If you run Mame32, it’s got an option to record the sound as you play the game (on the File menu). This saves to a WAV file. Load it up into Sound Recorder and snip away (using Edit / Delete before or after current position). Some other MAME variants may have this feature too.
Some phones will support WAV, but if not (or you want to minimise the file size), convert to MP3 or your preferred format using Bladeenc or any other encoder. Transfer it onto the phone using a cable or IR link, then customise the ringtone and alert sound (on my Nokia it’s via Profile / General / Personalise).

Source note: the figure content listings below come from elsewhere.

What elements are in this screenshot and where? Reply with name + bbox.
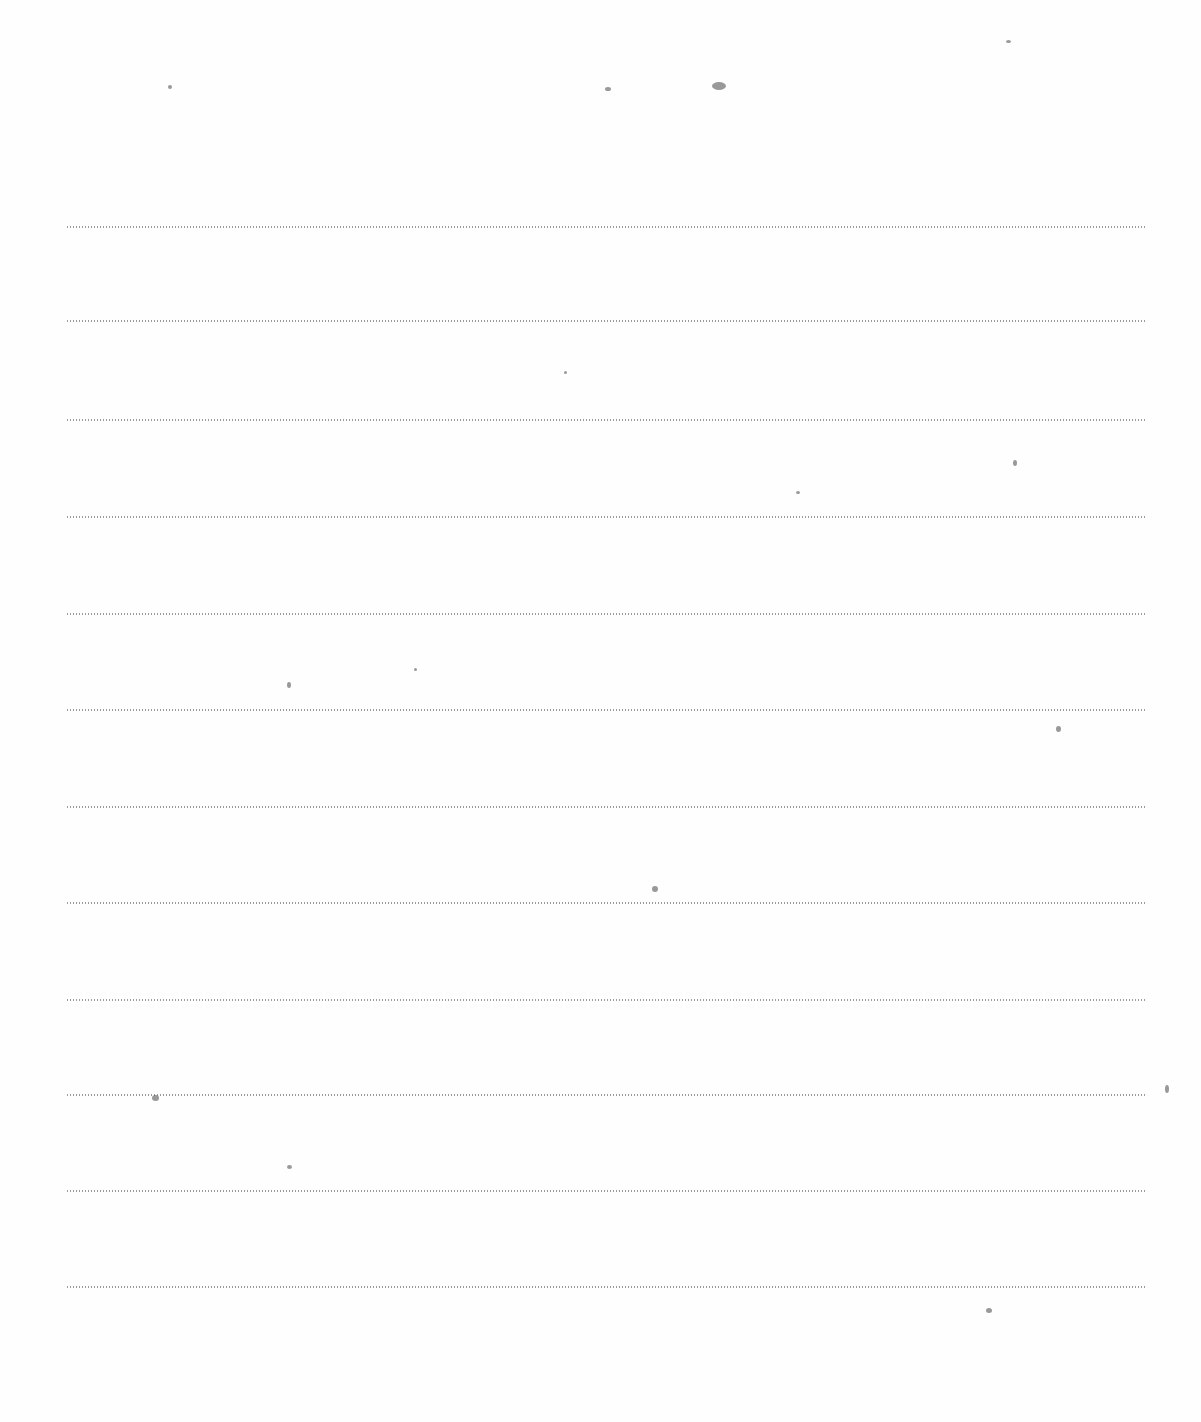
ruled-line-4: [66, 516, 1146, 518]
scan-speck: [564, 371, 567, 374]
scan-speck: [1056, 726, 1061, 732]
scan-speck: [605, 87, 611, 91]
ruled-line-7: [66, 806, 1146, 808]
ruled-line-3: [66, 419, 1146, 421]
scan-speck: [712, 82, 726, 90]
blank-lined-page: [0, 0, 1201, 1422]
ruled-line-2: [66, 320, 1146, 322]
scan-speck: [287, 682, 291, 688]
ruled-line-9: [66, 999, 1146, 1001]
scan-speck: [152, 1095, 159, 1101]
ruled-line-12: [66, 1286, 1146, 1288]
scan-speck: [287, 1165, 292, 1169]
scan-speck: [1165, 1085, 1169, 1093]
scan-speck: [414, 668, 417, 671]
ruled-line-6: [66, 709, 1146, 711]
ruled-line-10: [66, 1094, 1146, 1096]
scan-speck: [1013, 460, 1017, 466]
scan-speck: [796, 491, 800, 494]
ruled-line-5: [66, 613, 1146, 615]
scan-speck: [168, 85, 172, 89]
scan-speck: [986, 1308, 992, 1313]
ruled-line-1: [66, 226, 1146, 228]
ruled-line-11: [66, 1190, 1146, 1192]
scan-speck: [652, 886, 658, 892]
scan-speck: [1006, 40, 1011, 43]
ruled-line-8: [66, 902, 1146, 904]
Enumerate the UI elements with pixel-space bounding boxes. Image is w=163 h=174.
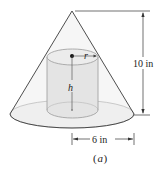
cone-radius-label: 6 in — [92, 134, 107, 145]
cone-cylinder-diagram: r h 10 in 6 in ( a ) — [0, 0, 163, 174]
height-label: h — [68, 82, 73, 93]
svg-text:): ) — [104, 152, 108, 165]
svg-text:(: ( — [93, 152, 97, 165]
cone-height-label: 10 in — [133, 58, 153, 69]
cone-radius-dimension: 6 in — [72, 133, 134, 145]
figure-caption: ( a ) — [93, 152, 108, 165]
radius-label: r — [84, 50, 88, 61]
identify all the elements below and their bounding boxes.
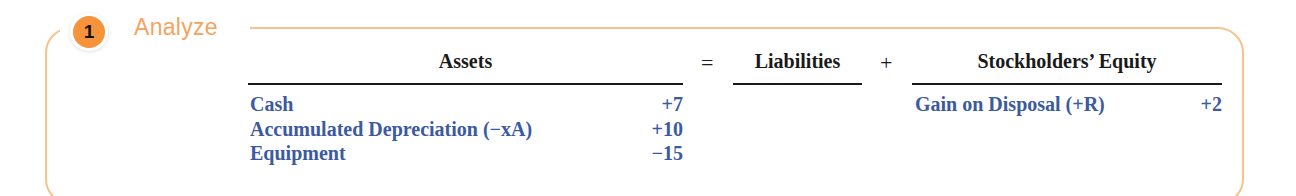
liabilities-rule bbox=[733, 83, 862, 85]
asset-amount: +7 bbox=[600, 93, 683, 116]
asset-amount: +10 bbox=[600, 118, 683, 141]
equity-amount: +2 bbox=[1160, 93, 1222, 116]
liabilities-header: Liabilities bbox=[733, 50, 862, 73]
step-number-badge: 1 bbox=[73, 16, 105, 48]
asset-account: Equipment bbox=[250, 142, 346, 165]
assets-rule bbox=[248, 83, 683, 85]
asset-account: Accumulated Depreciation (−xA) bbox=[250, 118, 532, 141]
step-title: Analyze bbox=[134, 14, 218, 41]
asset-account: Cash bbox=[250, 93, 293, 116]
asset-amount: −15 bbox=[600, 142, 683, 165]
equals-sign: = bbox=[701, 50, 713, 76]
equity-header: Stockholders’ Equity bbox=[912, 50, 1222, 73]
plus-sign: + bbox=[880, 50, 892, 76]
equity-account: Gain on Disposal (+R) bbox=[915, 93, 1105, 116]
assets-header: Assets bbox=[248, 50, 683, 73]
equity-rule bbox=[912, 83, 1222, 85]
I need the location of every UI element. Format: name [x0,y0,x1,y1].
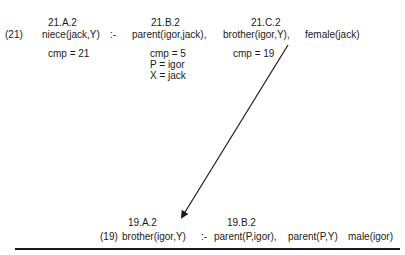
separator-line [15,248,400,250]
resolution-arrow [182,45,288,217]
diagram-overlay [0,0,405,255]
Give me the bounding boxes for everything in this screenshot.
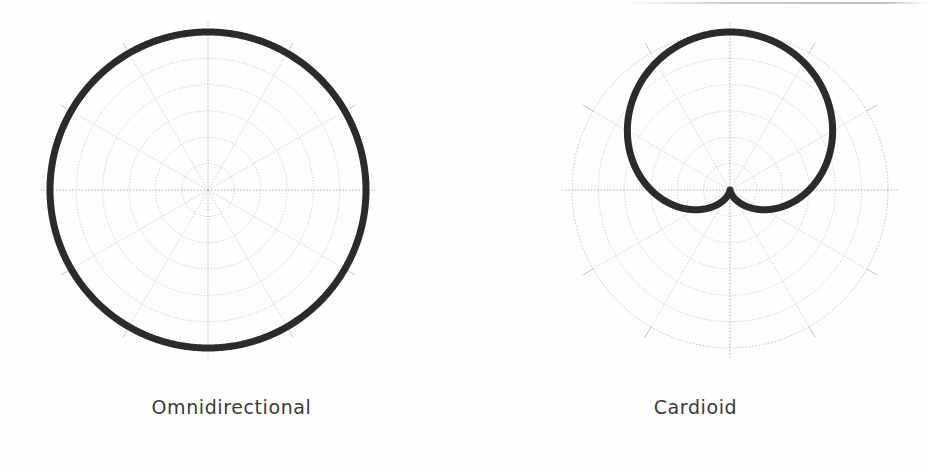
panel-cardioid: Cardioid (464, 0, 927, 474)
polar-grid-omni (41, 23, 376, 358)
caption-cardioid: Cardioid (464, 396, 927, 418)
polar-plot-omnidirectional (0, 0, 463, 380)
polar-pattern-figure: Omnidirectional Cardioid (0, 0, 927, 474)
polar-plot-cardioid (464, 0, 927, 380)
caption-omnidirectional: Omnidirectional (0, 396, 463, 418)
panel-omnidirectional: Omnidirectional (0, 0, 463, 474)
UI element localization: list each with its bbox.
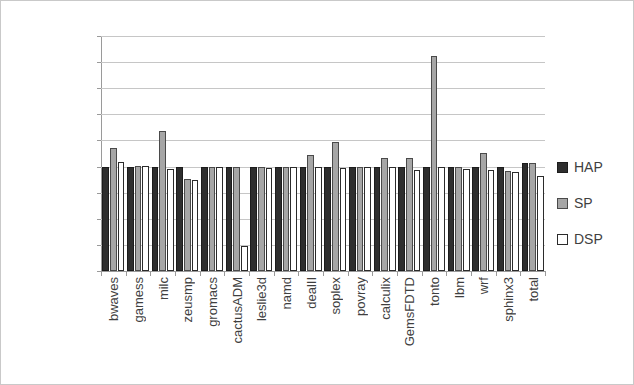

Easy!
If you know me in person, please find something else to use, so I know it’s mine going off when I hear it 🙂
Some other classic video game sounds that spring to mind as suitable are the Pacman theme (and dying sound for alerts) and Donkey Kong’s “How high can you jump?” theme (with the jumping barrel sound for the alert).
Nostalgia++
Could this prune iPod’s market share with the power of Nostalgia? Commodore (yes, that Commodore) announces a portable media player. Gawd knows why it’s called “Gravel In Pocket” though. They’re also readying a home media product.
Oh, there’s speculation new iPods aren’t far away.
Meanwhile this guy has built a USB keyboard out of an old Commodore 64.
This is a fun read: Halcyon Days: Interviews with classic games programmers.
Emulation saves the day
This is cool: Emulating a BBC Micro, Amstrad, Spectrum or Dick Smith VZ300 in a Java applet. Maybe I’ve been wrong in dissing Java.
Speaking of Beebs, apparently a version of cross-platform emulator BeebEm has been used to try to ressurect the 1980s BBC Domesday project. It makes interesting reading, particular with regards to the problems of digital preservation… not to mention the value of the resource in being a record of life in Britain from the time it was compiled.